Site name and logo

Top notch

Q From John Schestag: We all know top notch means the best or top quality. But was there a real notch in some situation where there could actually be a top notch?

A The short answer is that we don’t know but wish we did.

The problem is that the term appears in print for the first time in the 1840s already fully formed in its modern sense with nothing to point to where it comes from. The earliest example I’ve come across is in an advertisement in the Huron Reflector of Norwalk, Ohio, dated 29 April 1845, which is worth quoting for its period flavour:

J. WHYLER Has just arrived from the Great Emporium, with a Tremendous Cargo of Spring and Summer Goods, Which he is now unloading at his Old Stand in Norwalk — consisting of the choicest selections he ever made — the top notch of Fashions and Patterns — and an extensive variety of DRY GOODS, to suit his Old Customers and every other person who will give him a call.

The term becomes widely recorded in the later 1840s and early 1850s, suggesting that it had suddenly come into fashion, perhaps because of some incident or happening, though there’s nothing to show what that might have been. It seems clear enough that there was some sort of activity in which notches or notching played a part and in which reaching the top one was to be first-rate or the very best. But what that might have been is a mystery. A plausible idea is that it was a scoring system in some game; another is that it’s somehow related to lumberjacks, who would cut notches in bit trees and hammer in boards so they could climb to a height suitable to start felling.

An ingenious explanation was recently put forward by a contributor to a British mailing list. He alleged that at one time a suitor visiting a young lady was allowed by the girl’s father to stay just as long as a courting candle continued to burn. The candle was set in a holder that permitted it to be raised or lowered by a system of notches, so changing its burning time. If the father really liked the young man, he set the candle on its highest notch, in the hope that by spending a lot of time together the couple would decide to marry.

This has all the hallmarks of folk etymology, not least because I can’t find any reference to a courting candle, so called, before very recent times (though a related custom is recorded, for example, among Afrikaners and a lot of old candleholders had devices to raise the candle as it burnt down to keep the flame at a constant height). Many illustrations of candle holders with this name exist online, but all I’ve seen are made from a metal spiral, with no notches in sight.

Nice story, though.

Support this website and keep it available!

There are no adverts on this site. I rely on the kindness of visitors to pay the running costs. Donate via PayPal by selecting your currency from the list and clicking Donate. Specify the amount you wish to give on the PayPal site.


(WHAT YOU ARE ASKED TO DO): Give a verbatim copy of the lines below, minus the pictures.

[Figure record listings]
·····

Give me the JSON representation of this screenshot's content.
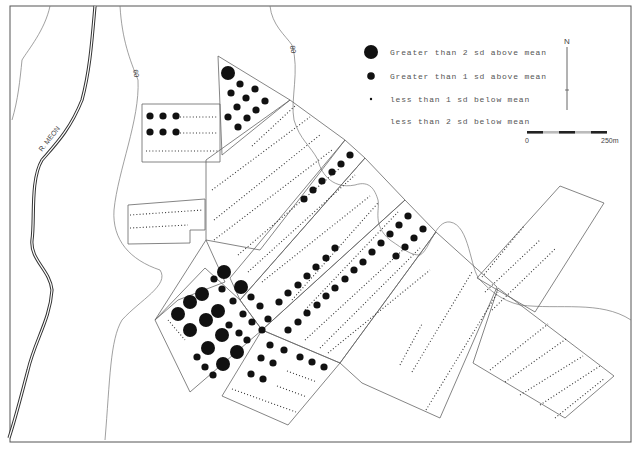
{
  "map": {
    "river_label": "R. MEON",
    "contour_labels": [
      "60",
      "80"
    ],
    "north_label": "N",
    "scale": {
      "start": "0",
      "end": "250m"
    },
    "legend": [
      {
        "symbol": "large-dot",
        "label": "Greater than 2 sd above mean"
      },
      {
        "symbol": "medium-dot",
        "label": "Greater than 1 sd above mean"
      },
      {
        "symbol": "small-dot",
        "label": "less than 1 sd below mean"
      },
      {
        "symbol": "none",
        "label": "less than 2 sd below mean"
      }
    ],
    "colors": {
      "ink": "#111111",
      "line": "#666666",
      "background": "#ffffff"
    }
  }
}
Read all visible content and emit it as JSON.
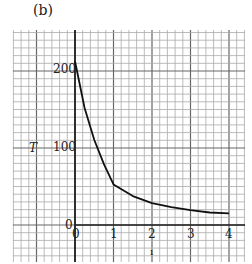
{
  "panel_label": "(b)",
  "chart_data": {
    "type": "line",
    "title": "",
    "xlabel": "t",
    "ylabel": "T",
    "xlim": [
      0,
      4
    ],
    "ylim": [
      0,
      200
    ],
    "x_ticks": [
      "0",
      "1",
      "2",
      "3",
      "4"
    ],
    "y_ticks": [
      "0",
      "100",
      "200"
    ],
    "grid": true,
    "series": [
      {
        "name": "T",
        "x": [
          0,
          0.25,
          0.5,
          0.75,
          1,
          1.5,
          2,
          2.5,
          3,
          3.5,
          4
        ],
        "values": [
          210,
          150,
          109,
          78,
          52,
          37,
          28,
          23,
          19,
          16,
          15
        ]
      }
    ]
  }
}
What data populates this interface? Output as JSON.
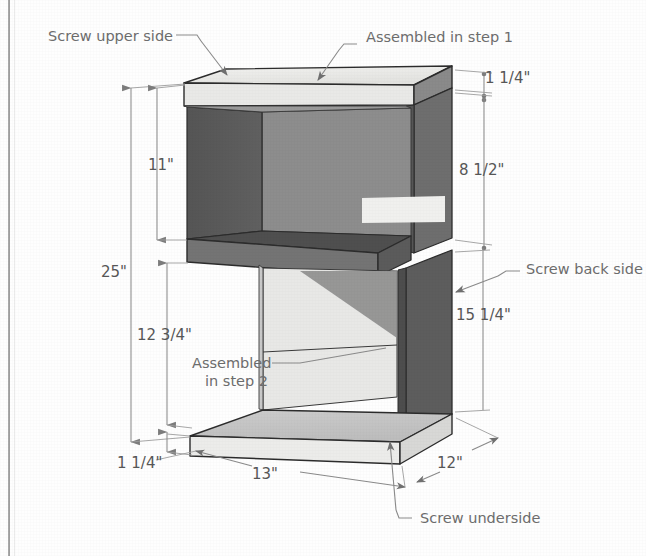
{
  "figure": {
    "type": "isometric-technical-drawing"
  },
  "colors": {
    "top_face": "#ededeb",
    "front_panel": "#8e8e8e",
    "side_panel_dark": "#5a5a5a",
    "interior_back": "#6f6f6f",
    "shelf_edge_dark": "#4a4a4a",
    "base_top": "#c9c9c9",
    "base_front": "#e2e2e0",
    "highlight": "#f0f0ee",
    "line": "#2c2c2c",
    "text": "#6d6d6d",
    "dimension": "#8a8a8a"
  },
  "annotations": [
    {
      "id": "screw-upper-side",
      "label": "Screw upper side"
    },
    {
      "id": "assembled-step-1",
      "label": "Assembled in step 1"
    },
    {
      "id": "screw-back-side",
      "label": "Screw back side"
    },
    {
      "id": "assembled-step-2-line1",
      "label": "Assembled"
    },
    {
      "id": "assembled-step-2-line2",
      "label": "in step 2"
    },
    {
      "id": "screw-underside",
      "label": "Screw underside"
    }
  ],
  "dimensions": [
    {
      "id": "dim-11",
      "value": "11\"",
      "orientation": "vertical",
      "note": "upper shelf opening height"
    },
    {
      "id": "dim-25",
      "value": "25\"",
      "orientation": "vertical",
      "note": "overall height"
    },
    {
      "id": "dim-12-3-4",
      "value": "12 3/4\"",
      "orientation": "vertical",
      "note": "lower cavity height"
    },
    {
      "id": "dim-1-1-4-bottom",
      "value": "1 1/4\"",
      "orientation": "vertical",
      "note": "base thickness"
    },
    {
      "id": "dim-1-1-4-top",
      "value": "1 1/4\"",
      "orientation": "vertical",
      "note": "top panel thickness"
    },
    {
      "id": "dim-8-1-2",
      "value": "8 1/2\"",
      "orientation": "vertical",
      "note": "right upper side panel height"
    },
    {
      "id": "dim-15-1-4",
      "value": "15 1/4\"",
      "orientation": "vertical",
      "note": "right lower side panel height"
    },
    {
      "id": "dim-13",
      "value": "13\"",
      "orientation": "horizontal",
      "note": "base width"
    },
    {
      "id": "dim-12",
      "value": "12\"",
      "orientation": "depth",
      "note": "base depth"
    }
  ]
}
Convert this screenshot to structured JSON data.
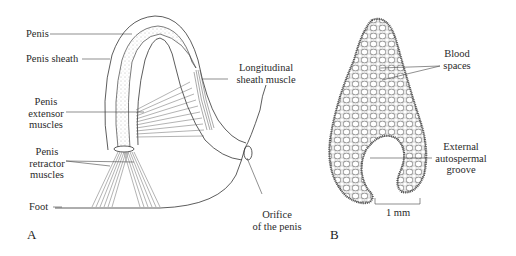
{
  "figure": {
    "panel_a": {
      "letter": "A",
      "labels": {
        "penis": "Penis",
        "penis_sheath": "Penis sheath",
        "extensor_1": "Penis",
        "extensor_2": "extensor",
        "extensor_3": "muscles",
        "retractor_1": "Penis",
        "retractor_2": "retractor",
        "retractor_3": "muscles",
        "foot": "Foot",
        "longitudinal_1": "Longitudinal",
        "longitudinal_2": "sheath muscle",
        "orifice_1": "Orifice",
        "orifice_2": "of the penis"
      }
    },
    "panel_b": {
      "letter": "B",
      "labels": {
        "blood_1": "Blood",
        "blood_2": "spaces",
        "groove_1": "External",
        "groove_2": "autospermal",
        "groove_3": "groove",
        "scale": "1 mm"
      }
    }
  }
}
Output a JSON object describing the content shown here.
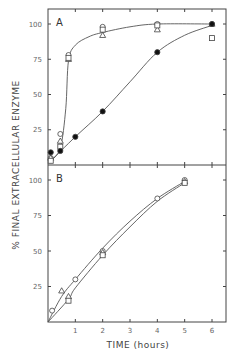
{
  "figure": {
    "ylabel": "% FINAL EXTRACELLULAR ENZYME",
    "xlabel": "TIME (hours)",
    "panel_a_label": "A",
    "panel_b_label": "B",
    "y_ticks": [
      "25",
      "50",
      "75",
      "100"
    ],
    "x_ticks": [
      "1",
      "2",
      "3",
      "4",
      "5",
      "6"
    ]
  },
  "chart_data": [
    {
      "type": "scatter",
      "title": "A",
      "xlabel": "TIME (hours)",
      "ylabel": "% FINAL EXTRACELLULAR ENZYME",
      "xlim": [
        0,
        6.5
      ],
      "ylim": [
        0,
        110
      ],
      "x_ticks": [
        1,
        2,
        3,
        4,
        5,
        6
      ],
      "y_ticks": [
        25,
        50,
        75,
        100
      ],
      "grid": false,
      "series": [
        {
          "name": "open circles",
          "marker": "circle-open",
          "x": [
            0.1,
            0.45,
            0.75,
            2,
            4,
            6
          ],
          "y": [
            5,
            22,
            78,
            98,
            100,
            100
          ]
        },
        {
          "name": "open triangles",
          "marker": "triangle-open",
          "x": [
            0.1,
            0.45,
            0.75,
            2,
            4,
            6
          ],
          "y": [
            5,
            17,
            75,
            92,
            96,
            100
          ]
        },
        {
          "name": "open squares",
          "marker": "square-open",
          "x": [
            0.1,
            0.45,
            0.75,
            2,
            4,
            6
          ],
          "y": [
            3,
            13,
            76,
            96,
            99,
            90
          ]
        },
        {
          "name": "filled circles",
          "marker": "circle-filled",
          "x": [
            0.1,
            0.45,
            1,
            2,
            4,
            6
          ],
          "y": [
            9,
            10,
            20,
            38,
            80,
            100
          ]
        }
      ]
    },
    {
      "type": "scatter",
      "title": "B",
      "xlabel": "TIME (hours)",
      "ylabel": "% FINAL EXTRACELLULAR ENZYME",
      "xlim": [
        0,
        6.5
      ],
      "ylim": [
        0,
        110
      ],
      "x_ticks": [
        1,
        2,
        3,
        4,
        5,
        6
      ],
      "y_ticks": [
        25,
        50,
        75,
        100
      ],
      "grid": false,
      "series": [
        {
          "name": "open circles",
          "marker": "circle-open",
          "x": [
            0.15,
            1,
            2,
            4,
            5
          ],
          "y": [
            8,
            30,
            50,
            87,
            100
          ]
        },
        {
          "name": "open triangles",
          "marker": "triangle-open",
          "x": [
            0.5,
            0.75,
            2,
            5
          ],
          "y": [
            22,
            18,
            49,
            99
          ]
        },
        {
          "name": "open squares",
          "marker": "square-open",
          "x": [
            0.75,
            2,
            5
          ],
          "y": [
            15,
            47,
            98
          ]
        }
      ]
    }
  ]
}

·····

(EXERCISE RESPONSE):
Give me the JSON representation of this screenshot's content.
{
  "map": {
    "river_label": "R. MEON",
    "contour_labels": [
      "60",
      "80"
    ],
    "north_label": "N",
    "scale": {
      "start": "0",
      "end": "250m"
    },
    "legend": [
      {
        "symbol": "large-dot",
        "label": "Greater than 2 sd above mean"
      },
      {
        "symbol": "medium-dot",
        "label": "Greater than 1 sd above mean"
      },
      {
        "symbol": "small-dot",
        "label": "less than 1 sd below mean"
      },
      {
        "symbol": "none",
        "label": "less than 2 sd below mean"
      }
    ],
    "colors": {
      "ink": "#111111",
      "line": "#666666",
      "background": "#ffffff"
    }
  }
}
Read all visible content and emit it as JSON.
{
  "panel_label": "(b)",
  "chart_data": {
    "type": "line",
    "title": "",
    "xlabel": "t",
    "ylabel": "T",
    "xlim": [
      0,
      4
    ],
    "ylim": [
      0,
      200
    ],
    "x_ticks": [
      "0",
      "1",
      "2",
      "3",
      "4"
    ],
    "y_ticks": [
      "0",
      "100",
      "200"
    ],
    "grid": true,
    "series": [
      {
        "name": "T",
        "x": [
          0,
          0.25,
          0.5,
          0.75,
          1,
          1.5,
          2,
          2.5,
          3,
          3.5,
          4
        ],
        "values": [
          210,
          150,
          109,
          78,
          52,
          37,
          28,
          23,
          19,
          16,
          15
        ]
      }
    ]
  }
}
What data populates this interface? Output as JSON.
{
  "figure": {
    "type": "isometric-technical-drawing"
  },
  "colors": {
    "top_face": "#ededeb",
    "front_panel": "#8e8e8e",
    "side_panel_dark": "#5a5a5a",
    "interior_back": "#6f6f6f",
    "shelf_edge_dark": "#4a4a4a",
    "base_top": "#c9c9c9",
    "base_front": "#e2e2e0",
    "highlight": "#f0f0ee",
    "line": "#2c2c2c",
    "text": "#6d6d6d",
    "dimension": "#8a8a8a"
  },
  "annotations": [
    {
      "id": "screw-upper-side",
      "label": "Screw upper side"
    },
    {
      "id": "assembled-step-1",
      "label": "Assembled in step 1"
    },
    {
      "id": "screw-back-side",
      "label": "Screw back side"
    },
    {
      "id": "assembled-step-2-line1",
      "label": "Assembled"
    },
    {
      "id": "assembled-step-2-line2",
      "label": "in step 2"
    },
    {
      "id": "screw-underside",
      "label": "Screw underside"
    }
  ],
  "dimensions": [
    {
      "id": "dim-11",
      "value": "11\"",
      "orientation": "vertical",
      "note": "upper shelf opening height"
    },
    {
      "id": "dim-25",
      "value": "25\"",
      "orientation": "vertical",
      "note": "overall height"
    },
    {
      "id": "dim-12-3-4",
      "value": "12 3/4\"",
      "orientation": "vertical",
      "note": "lower cavity height"
    },
    {
      "id": "dim-1-1-4-bottom",
      "value": "1 1/4\"",
      "orientation": "vertical",
      "note": "base thickness"
    },
    {
      "id": "dim-1-1-4-top",
      "value": "1 1/4\"",
      "orientation": "vertical",
      "note": "top panel thickness"
    },
    {
      "id": "dim-8-1-2",
      "value": "8 1/2\"",
      "orientation": "vertical",
      "note": "right upper side panel height"
    },
    {
      "id": "dim-15-1-4",
      "value": "15 1/4\"",
      "orientation": "vertical",
      "note": "right lower side panel height"
    },
    {
      "id": "dim-13",
      "value": "13\"",
      "orientation": "horizontal",
      "note": "base width"
    },
    {
      "id": "dim-12",
      "value": "12\"",
      "orientation": "depth",
      "note": "base depth"
    }
  ]
}
Convert this screenshot to structured JSON data.
{
  "figure": {
    "panel_a": {
      "letter": "A",
      "labels": {
        "penis": "Penis",
        "penis_sheath": "Penis sheath",
        "extensor_1": "Penis",
        "extensor_2": "extensor",
        "extensor_3": "muscles",
        "retractor_1": "Penis",
        "retractor_2": "retractor",
        "retractor_3": "muscles",
        "foot": "Foot",
        "longitudinal_1": "Longitudinal",
        "longitudinal_2": "sheath muscle",
        "orifice_1": "Orifice",
        "orifice_2": "of the penis"
      }
    },
    "panel_b": {
      "letter": "B",
      "labels": {
        "blood_1": "Blood",
        "blood_2": "spaces",
        "groove_1": "External",
        "groove_2": "autospermal",
        "groove_3": "groove",
        "scale": "1 mm"
      }
    }
  }
}
Output a JSON object describing the content shown here.
{
  "figure": {
    "ylabel": "% FINAL EXTRACELLULAR ENZYME",
    "xlabel": "TIME (hours)",
    "panel_a_label": "A",
    "panel_b_label": "B",
    "y_ticks": [
      "25",
      "50",
      "75",
      "100"
    ],
    "x_ticks": [
      "1",
      "2",
      "3",
      "4",
      "5",
      "6"
    ]
  },
  "chart_data": [
    {
      "type": "scatter",
      "title": "A",
      "xlabel": "TIME (hours)",
      "ylabel": "% FINAL EXTRACELLULAR ENZYME",
      "xlim": [
        0,
        6.5
      ],
      "ylim": [
        0,
        110
      ],
      "x_ticks": [
        1,
        2,
        3,
        4,
        5,
        6
      ],
      "y_ticks": [
        25,
        50,
        75,
        100
      ],
      "grid": false,
      "series": [
        {
          "name": "open circles",
          "marker": "circle-open",
          "x": [
            0.1,
            0.45,
            0.75,
            2,
            4,
            6
          ],
          "y": [
            5,
            22,
            78,
            98,
            100,
            100
          ]
        },
        {
          "name": "open triangles",
          "marker": "triangle-open",
          "x": [
            0.1,
            0.45,
            0.75,
            2,
            4,
            6
          ],
          "y": [
            5,
            17,
            75,
            92,
            96,
            100
          ]
        },
        {
          "name": "open squares",
          "marker": "square-open",
          "x": [
            0.1,
            0.45,
            0.75,
            2,
            4,
            6
          ],
          "y": [
            3,
            13,
            76,
            96,
            99,
            90
          ]
        },
        {
          "name": "filled circles",
          "marker": "circle-filled",
          "x": [
            0.1,
            0.45,
            1,
            2,
            4,
            6
          ],
          "y": [
            9,
            10,
            20,
            38,
            80,
            100
          ]
        }
      ]
    },
    {
      "type": "scatter",
      "title": "B",
      "xlabel": "TIME (hours)",
      "ylabel": "% FINAL EXTRACELLULAR ENZYME",
      "xlim": [
        0,
        6.5
      ],
      "ylim": [
        0,
        110
      ],
      "x_ticks": [
        1,
        2,
        3,
        4,
        5,
        6
      ],
      "y_ticks": [
        25,
        50,
        75,
        100
      ],
      "grid": false,
      "series": [
        {
          "name": "open circles",
          "marker": "circle-open",
          "x": [
            0.15,
            1,
            2,
            4,
            5
          ],
          "y": [
            8,
            30,
            50,
            87,
            100
          ]
        },
        {
          "name": "open triangles",
          "marker": "triangle-open",
          "x": [
            0.5,
            0.75,
            2,
            5
          ],
          "y": [
            22,
            18,
            49,
            99
          ]
        },
        {
          "name": "open squares",
          "marker": "square-open",
          "x": [
            0.75,
            2,
            5
          ],
          "y": [
            15,
            47,
            98
          ]
        }
      ]
    }
  ]
}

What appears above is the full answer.